Svetlana did not show up from the field work before six, which was our dinner time. At nine, we got worried. It was dark already, and we had now idea about where to look for her if need be. So, we just had to trust that everything was okay and/or she could solve any problems herself.

The morning came, and there was no sign of Svetlana. So, we reorganised our schedule so that we would go through as many field areas with minimum time for only the most critical measurements. That would maximise our probability to meet her without causing much trouble to our measurement campaigns. We went first to the Floating Rocks, and everything there was like it used to be. We shot a short video only, and we paid specific attention to the surrounding, but there were no machines, floating or otherwise.

Then we checked the outer fields. Our plants were doing fine. The gene modifications applied actually did help the plants with water balance, so there was hope that these crops could help us turn deserts int useful arable land - at least to some extent.

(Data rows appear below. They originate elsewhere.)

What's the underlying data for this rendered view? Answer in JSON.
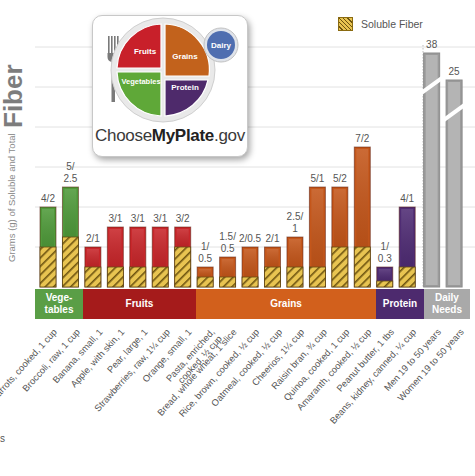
{
  "chart_data": {
    "type": "bar",
    "title": "",
    "ylabel": "Grams (g) of Soluble and Total Fiber",
    "ylabel_small": "Grams (g) of Soluble and Total",
    "ylabel_big": "Fiber",
    "ylim": [
      0,
      12
    ],
    "grid": true,
    "axis_break_above": 11,
    "legend": {
      "position": "top-right",
      "entries": [
        {
          "name": "Soluble Fiber",
          "pattern": "hatched-yellow"
        }
      ]
    },
    "categories": [
      "Carrots, cooked, 1 cup",
      "Broccoli, raw, 1 cup",
      "Banana, small, 1",
      "Apple, with skin, 1",
      "Pear, large, 1",
      "Strawberries, raw, 1¼ cup",
      "Orange, small, 1",
      "Pasta, enriched, cooked, ½ cup",
      "Bread, whole wheat, 1 slice",
      "Rice, brown, cooked, ½ cup",
      "Oatmeal, cooked, ½ cup",
      "Cheerios, 1¼ cup",
      "Raisin bran, ¾ cup",
      "Quinoa, cooked, 1 cup",
      "Amaranth, cooked, ½ cup",
      "Peanut butter, 1 tbs",
      "Beans, kidney, canned, ¼ cup",
      "Men 19 to 50 years",
      "Women 19 to 50 years"
    ],
    "groups_per_category": [
      "vegetables",
      "vegetables",
      "fruits",
      "fruits",
      "fruits",
      "fruits",
      "fruits",
      "grains",
      "grains",
      "grains",
      "grains",
      "grains",
      "grains",
      "grains",
      "grains",
      "protein",
      "protein",
      "daily",
      "daily"
    ],
    "series": [
      {
        "name": "Total Fiber",
        "values": [
          4,
          5,
          2,
          3,
          3,
          3,
          3,
          1,
          1.5,
          2,
          2,
          2.5,
          5,
          5,
          7,
          1,
          4,
          38,
          25
        ]
      },
      {
        "name": "Soluble Fiber",
        "values": [
          2,
          2.5,
          1,
          1,
          1,
          1,
          2,
          0.5,
          0.5,
          0.5,
          1,
          1,
          1,
          2,
          2,
          0.3,
          1,
          null,
          null
        ]
      }
    ],
    "data_labels": [
      [
        "4/2"
      ],
      [
        "5/",
        "2.5"
      ],
      [
        "2/1"
      ],
      [
        "3/1"
      ],
      [
        "3/1"
      ],
      [
        "3/1"
      ],
      [
        "3/2"
      ],
      [
        "1/",
        "0.5"
      ],
      [
        "1.5/",
        "0.5"
      ],
      [
        "2/0.5"
      ],
      [
        "2/1"
      ],
      [
        "2.5/",
        "1"
      ],
      [
        "5/1"
      ],
      [
        "5/2"
      ],
      [
        "7/2"
      ],
      [
        "1/",
        "0.3"
      ],
      [
        "4/1"
      ],
      [
        "38"
      ],
      [
        "25"
      ]
    ]
  },
  "groups": [
    {
      "key": "vegetables",
      "label_lines": [
        "Vege-",
        "tables"
      ],
      "color": "#5a9e46"
    },
    {
      "key": "fruits",
      "label_lines": [
        "Fruits"
      ],
      "color": "#a51b1b"
    },
    {
      "key": "grains",
      "label_lines": [
        "Grains"
      ],
      "color": "#d2601c"
    },
    {
      "key": "protein",
      "label_lines": [
        "Protein"
      ],
      "color": "#4d2a6e"
    },
    {
      "key": "daily",
      "label_lines": [
        "Daily",
        "Needs"
      ],
      "color": "#a9a9a9"
    }
  ],
  "bar_colors": {
    "vegetables": "#4f9a3a",
    "fruits": "#c8262a",
    "grains": "#c4561a",
    "protein": "#4f2c74",
    "daily": "#9a9a9a",
    "soluble_light": "#e8c451",
    "soluble_dark": "#6d5410"
  },
  "plate": {
    "sections": [
      "Fruits",
      "Grains",
      "Vegetables",
      "Protein"
    ],
    "dairy": "Dairy",
    "brand_prefix": "Choose",
    "brand_bold": "MyPlate",
    "brand_suffix": ".gov",
    "colors": {
      "fruits": "#c8202a",
      "grains": "#c2621c",
      "vegetables": "#5fa838",
      "protein": "#4e2a6b",
      "dairy": "#4f6eb0"
    }
  },
  "stray_text": "s"
}
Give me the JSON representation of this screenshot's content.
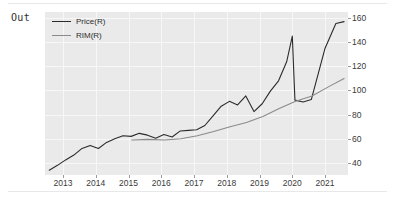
{
  "notebook": {
    "out_prompt": "Out"
  },
  "chart_data": {
    "type": "line",
    "title": "",
    "xlabel": "",
    "ylabel": "",
    "xlim": [
      2012.45,
      2021.7
    ],
    "ylim": [
      30,
      165
    ],
    "grid": true,
    "legend_position": "upper left",
    "plot_background": "#eaeaea",
    "grid_color": "#f7f7f7",
    "yaxis_side": "right",
    "yticks": [
      40,
      60,
      80,
      100,
      120,
      140,
      160
    ],
    "xticks": [
      2013,
      2014,
      2015,
      2016,
      2017,
      2018,
      2019,
      2020,
      2021
    ],
    "xticklabels": [
      "2013",
      "2014",
      "2015",
      "2016",
      "2017",
      "2018",
      "2019",
      "2020",
      "2021"
    ],
    "yticklabels": [
      "40",
      "60",
      "80",
      "100",
      "120",
      "140",
      "160"
    ],
    "series": [
      {
        "name": "Price(R)",
        "color": "#2b2b2b",
        "x": [
          2012.58,
          2012.83,
          2013.08,
          2013.33,
          2013.58,
          2013.83,
          2014.08,
          2014.33,
          2014.58,
          2014.83,
          2015.08,
          2015.33,
          2015.58,
          2015.83,
          2016.08,
          2016.33,
          2016.58,
          2016.83,
          2017.08,
          2017.33,
          2017.58,
          2017.83,
          2018.08,
          2018.33,
          2018.58,
          2018.83,
          2019.08,
          2019.33,
          2019.58,
          2019.83,
          2020.0,
          2020.08,
          2020.33,
          2020.58,
          2021.0,
          2021.33,
          2021.58
        ],
        "y": [
          34.0,
          38.0,
          42.5,
          46.5,
          52.0,
          54.5,
          52.0,
          57.0,
          60.0,
          62.5,
          62.0,
          64.5,
          63.0,
          60.5,
          63.5,
          61.5,
          66.5,
          67.0,
          67.5,
          71.0,
          79.0,
          87.0,
          91.0,
          88.0,
          95.5,
          82.5,
          89.0,
          99.5,
          108.0,
          124.0,
          145.0,
          92.0,
          90.5,
          92.5,
          135.0,
          155.5,
          157.0
        ]
      },
      {
        "name": "RIM(R)",
        "color": "#8a8a8a",
        "x": [
          2015.1,
          2015.6,
          2016.1,
          2016.6,
          2017.1,
          2017.6,
          2018.1,
          2018.6,
          2019.1,
          2019.6,
          2020.1,
          2020.6,
          2021.1,
          2021.58
        ],
        "y": [
          59.0,
          59.5,
          59.0,
          60.0,
          62.5,
          66.0,
          70.0,
          73.5,
          78.5,
          85.0,
          91.0,
          95.5,
          103.0,
          110.0
        ]
      }
    ]
  }
}
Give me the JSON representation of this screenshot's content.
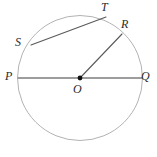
{
  "figure": {
    "type": "geometry-diagram",
    "width": 157,
    "height": 157,
    "background_color": "#ffffff"
  },
  "colors": {
    "circle_stroke": "#b3b3b3",
    "diameter_stroke": "#9d9d9d",
    "chord_stroke": "#5a5a5a",
    "radius_stroke": "#5a5a5a",
    "center_dot": "#111111",
    "label_color": "#2b2b2b"
  },
  "circle": {
    "center_x": 80,
    "center_y": 78,
    "radius": 62.5,
    "stroke_width": 1
  },
  "center_point": {
    "label": "O",
    "x": 80,
    "y": 78,
    "dot_radius": 2.4,
    "label_x": 73,
    "label_y": 83
  },
  "points": [
    {
      "name": "P",
      "label": "P",
      "x": 17.5,
      "y": 78,
      "label_x": 5,
      "label_y": 70
    },
    {
      "name": "Q",
      "label": "Q",
      "x": 142.5,
      "y": 78,
      "label_x": 141,
      "label_y": 70
    },
    {
      "name": "S",
      "label": "S",
      "x": 31,
      "y": 45,
      "label_x": 15,
      "label_y": 36
    },
    {
      "name": "T",
      "label": "T",
      "x": 106,
      "y": 17,
      "label_x": 101,
      "label_y": 1
    },
    {
      "name": "R",
      "label": "R",
      "x": 122,
      "y": 34,
      "label_x": 121,
      "label_y": 18
    }
  ],
  "segments": [
    {
      "name": "diameter-pq",
      "from": "P",
      "to": "Q",
      "x1": 17.5,
      "y1": 78,
      "x2": 142.5,
      "y2": 78,
      "stroke": "#9d9d9d",
      "stroke_width": 2.2
    },
    {
      "name": "chord-st",
      "from": "S",
      "to": "T",
      "x1": 31,
      "y1": 45,
      "x2": 106,
      "y2": 17,
      "stroke": "#5a5a5a",
      "stroke_width": 1.1
    },
    {
      "name": "radius-or",
      "from": "O",
      "to": "R",
      "x1": 80,
      "y1": 78,
      "x2": 122,
      "y2": 34,
      "stroke": "#5a5a5a",
      "stroke_width": 1.1
    }
  ]
}
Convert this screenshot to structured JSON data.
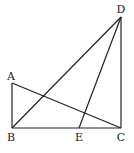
{
  "figure": {
    "points": {
      "A": {
        "label": "A",
        "x": 12,
        "y": 83
      },
      "B": {
        "label": "B",
        "x": 12,
        "y": 128
      },
      "C": {
        "label": "C",
        "x": 121,
        "y": 128
      },
      "D": {
        "label": "D",
        "x": 121,
        "y": 17
      },
      "E": {
        "label": "E",
        "x": 79,
        "y": 128
      }
    },
    "segments": [
      "AB",
      "BC",
      "CD",
      "AC",
      "BD",
      "ED"
    ]
  }
}
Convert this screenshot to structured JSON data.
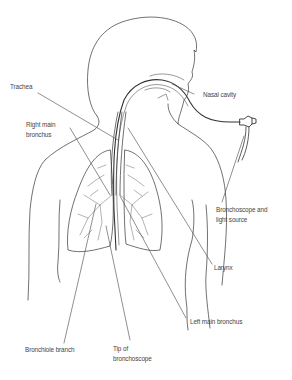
{
  "diagram": {
    "labels": {
      "trachea": "Trachea",
      "right_main_bronchus": "Right main\nbronchus",
      "nasal_cavity": "Nasal cavity",
      "bronchoscope_light": "Bronchoscope and\nlight source",
      "larynx": "Larynx",
      "left_main_bronchus": "Left main bronchus",
      "bronchiole_branch": "Bronchiole branch",
      "tip_of_bronchoscope": "Tip of\nbronchoscope"
    },
    "colors": {
      "line": "#333333",
      "text": "#444444",
      "background": "#ffffff"
    }
  }
}
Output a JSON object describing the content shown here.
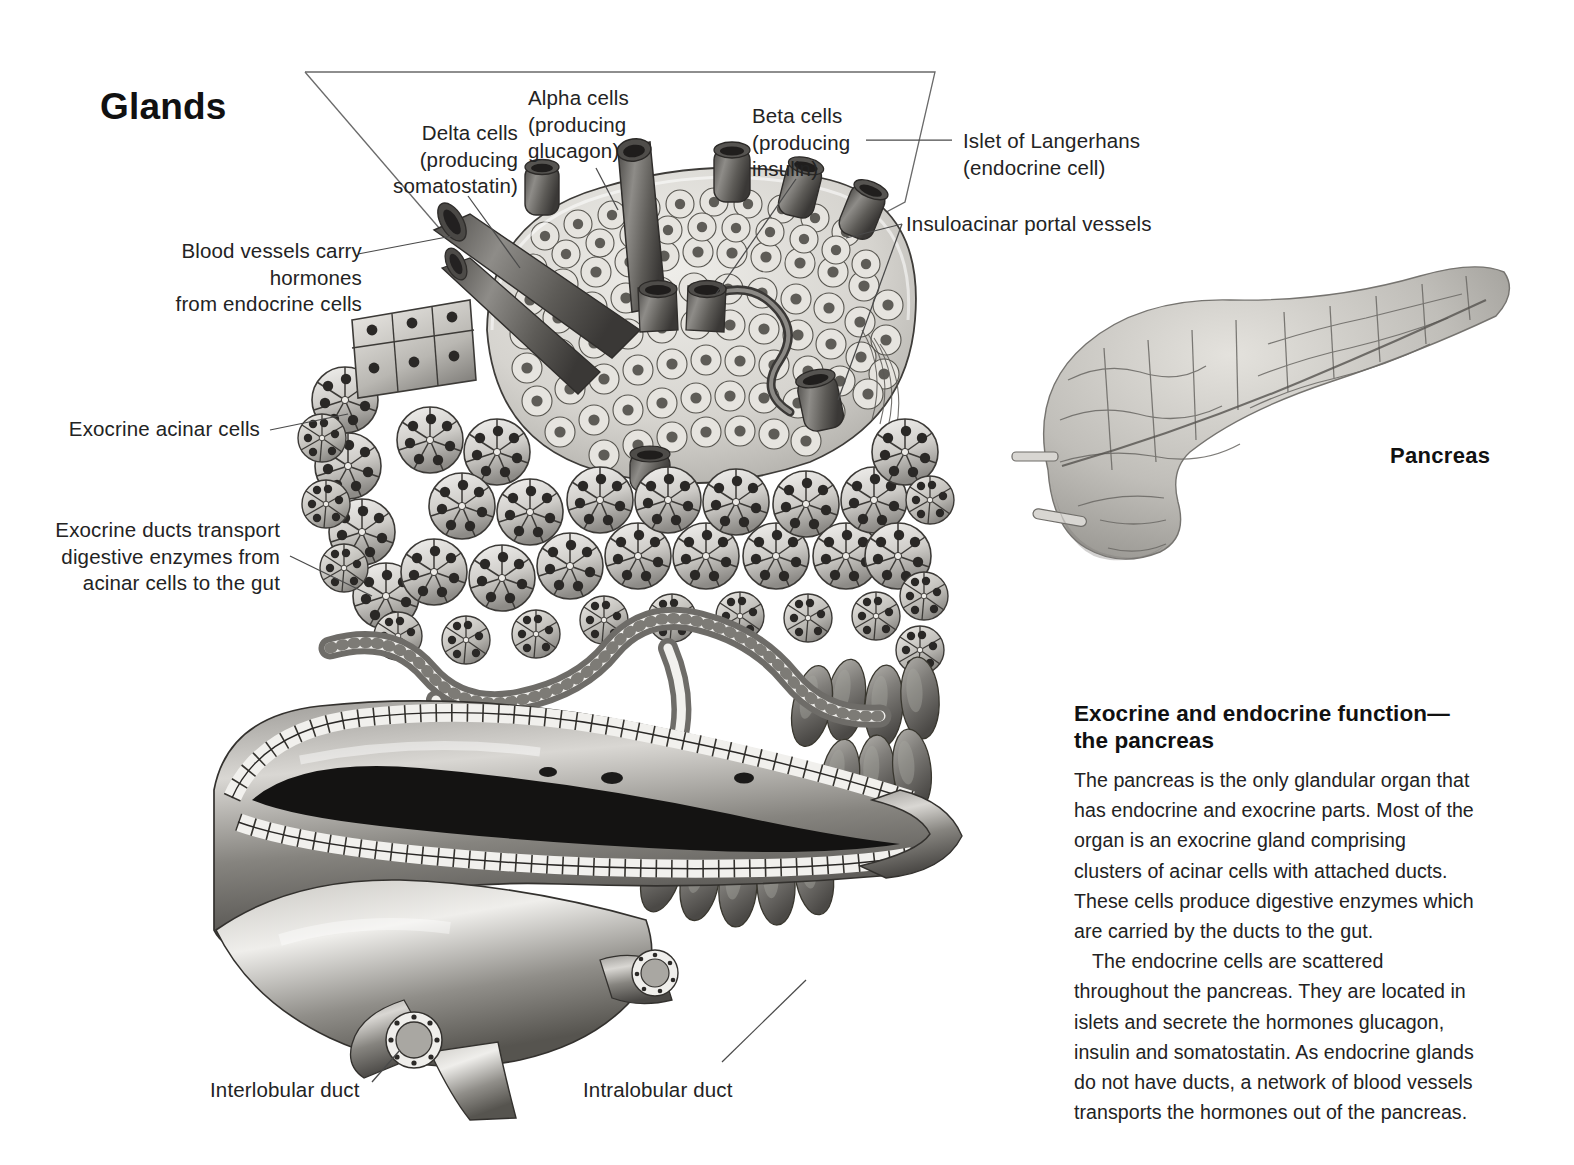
{
  "page": {
    "title": "Glands",
    "background_color": "#ffffff",
    "text_color": "#232323"
  },
  "organ_label": "Pancreas",
  "callouts": [
    {
      "id": "delta-cells",
      "text": "Delta cells\n(producing\nsomatostatin)"
    },
    {
      "id": "alpha-cells",
      "text": "Alpha cells\n(producing\nglucagon)"
    },
    {
      "id": "beta-cells",
      "text": "Beta cells\n(producing\ninsulin)"
    },
    {
      "id": "islet-of-langerhans",
      "text": "Islet of Langerhans\n(endocrine cell)"
    },
    {
      "id": "insuloacinar-portal-vessels",
      "text": "Insuloacinar portal vessels"
    },
    {
      "id": "blood-vessels",
      "text": "Blood vessels carry hormones\nfrom endocrine cells"
    },
    {
      "id": "exocrine-acinar-cells",
      "text": "Exocrine acinar cells"
    },
    {
      "id": "exocrine-ducts",
      "text": "Exocrine ducts transport\ndigestive enzymes from\nacinar cells to the gut"
    },
    {
      "id": "interlobular-duct",
      "text": "Interlobular duct"
    },
    {
      "id": "intralobular-duct",
      "text": "Intralobular duct"
    }
  ],
  "article": {
    "heading": "Exocrine and endocrine function—the pancreas",
    "paragraphs": [
      "The pancreas is the only glandular organ that has endocrine and exocrine parts. Most of the organ is an exocrine gland comprising clusters of acinar cells with attached ducts. These cells produce digestive enzymes which are carried by the ducts to the gut.",
      "The endocrine cells are scattered throughout the pancreas. They are located in islets and secrete the hormones glucagon, insulin and somatostatin. As endocrine glands do not have ducts, a network of blood vessels transports the hormones out of the pancreas."
    ]
  },
  "illustration": {
    "name": "pancreas-acinus-and-islet-cutaway",
    "description": "Grayscale anatomical illustration of pancreatic acinar cell clusters surrounding an islet of Langerhans, with blood vessels and a cut-open interlobular duct below.",
    "organ_inset": "pancreas-whole-organ"
  }
}
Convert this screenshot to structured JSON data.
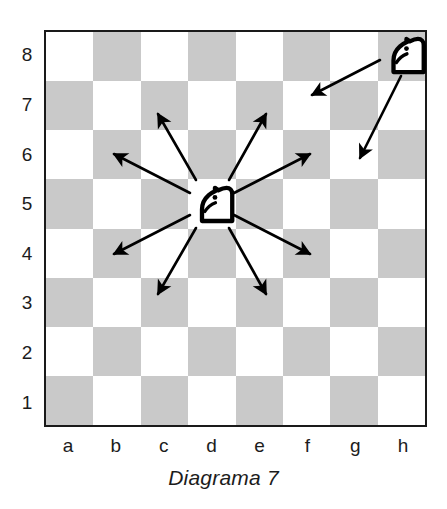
{
  "caption": "Diagrama 7",
  "board": {
    "file_labels": [
      "a",
      "b",
      "c",
      "d",
      "e",
      "f",
      "g",
      "h"
    ],
    "rank_labels": [
      "8",
      "7",
      "6",
      "5",
      "4",
      "3",
      "2",
      "1"
    ],
    "light_color": "#ffffff",
    "dark_color": "#c9c9c9",
    "border_color": "#1a1a1a",
    "orientation": "white-bottom",
    "a8_square_color": "light"
  },
  "pieces": [
    {
      "name": "knight",
      "color": "white",
      "square": "d4"
    },
    {
      "name": "knight",
      "color": "white",
      "square": "h8"
    }
  ],
  "arrows": [
    {
      "from": "d4",
      "to": "c6",
      "color": "#000000"
    },
    {
      "from": "d4",
      "to": "e6",
      "color": "#000000"
    },
    {
      "from": "d4",
      "to": "b5",
      "color": "#000000"
    },
    {
      "from": "d4",
      "to": "f5",
      "color": "#000000"
    },
    {
      "from": "d4",
      "to": "b3",
      "color": "#000000"
    },
    {
      "from": "d4",
      "to": "f3",
      "color": "#000000"
    },
    {
      "from": "d4",
      "to": "c2",
      "color": "#000000"
    },
    {
      "from": "d4",
      "to": "e2",
      "color": "#000000"
    },
    {
      "from": "h8",
      "to": "f7",
      "color": "#000000"
    },
    {
      "from": "h8",
      "to": "g6",
      "color": "#000000"
    }
  ],
  "chart_data": {
    "type": "diagram",
    "title": "Diagrama 7",
    "categories": [
      "a",
      "b",
      "c",
      "d",
      "e",
      "f",
      "g",
      "h"
    ],
    "ranks": [
      "1",
      "2",
      "3",
      "4",
      "5",
      "6",
      "7",
      "8"
    ],
    "pieces": [
      {
        "piece": "N",
        "square": "d4"
      },
      {
        "piece": "N",
        "square": "h8"
      }
    ],
    "moves_from_d4": [
      "c6",
      "e6",
      "b5",
      "f5",
      "b3",
      "f3",
      "c2",
      "e2"
    ],
    "moves_from_h8": [
      "f7",
      "g6"
    ],
    "move_count_d4": 8,
    "move_count_h8": 2
  }
}
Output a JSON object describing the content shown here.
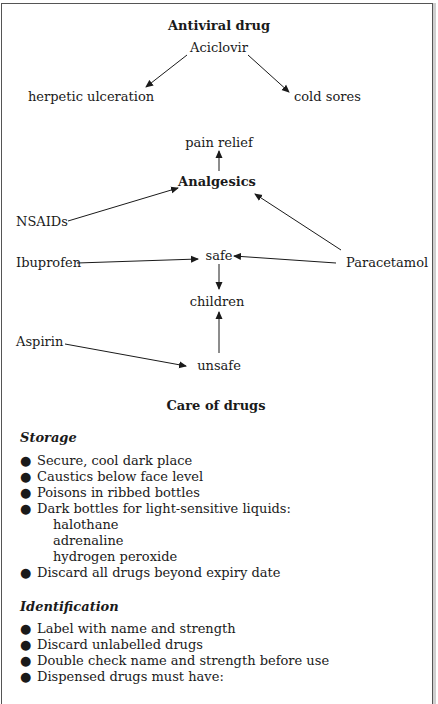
{
  "antiviral": {
    "title": "Antiviral drug",
    "drug": "Aciclovir",
    "uses": [
      "herpetic ulceration",
      "cold sores"
    ]
  },
  "analgesics": {
    "title": "Analgesics",
    "effect": "pain relief",
    "sources": [
      "NSAIDs",
      "Paracetamol"
    ],
    "ibuprofen": "Ibuprofen",
    "aspirin": "Aspirin",
    "safe": "safe",
    "unsafe": "unsafe",
    "children": "children"
  },
  "care": {
    "title": "Care of drugs",
    "storage": {
      "heading": "Storage",
      "items": [
        "Secure, cool dark place",
        "Caustics below face level",
        "Poisons in ribbed bottles",
        "Dark bottles for light-sensitive liquids:",
        "Discard all drugs beyond expiry date"
      ],
      "light_sensitive": [
        "halothane",
        "adrenaline",
        "hydrogen peroxide"
      ]
    },
    "identification": {
      "heading": "Identification",
      "items": [
        "Label with name and strength",
        "Discard unlabelled drugs",
        "Double check name and strength before use",
        "Dispensed drugs must have:"
      ]
    }
  },
  "bullet_glyph": "●"
}
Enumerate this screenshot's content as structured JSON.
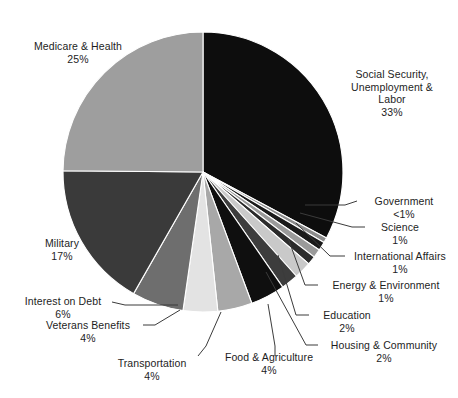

On our way back we decided to check the desert badger's nest. It was a rare species, so although it was not in our study protocol, Svetlana might be there making observations. She was not there.

Also, there was no badger. The hole was on the ground, but there were no footprints or any signs of active life. We did not have our rover with us, I took a camera and ducked into the hole for the first few meters to get some pictures from inside. It was clearly inihabited, and had been for a while.

We were back at the hub only a few minutes before seven. Svetlana was still not there. We started to prepare for dinner, when we heard that the door was opened and someone was dragging something big in the corridor. Finally! But was was she carrying with her?

It was not Svetlana. It was Ismen, and he was carrying his whole portable limnology laboratory with him.

- Hi guys, he said. - I came back earlier, because my liquid chromatogram broke down. But I have seven days' worth of great data from the Parallel Rivers.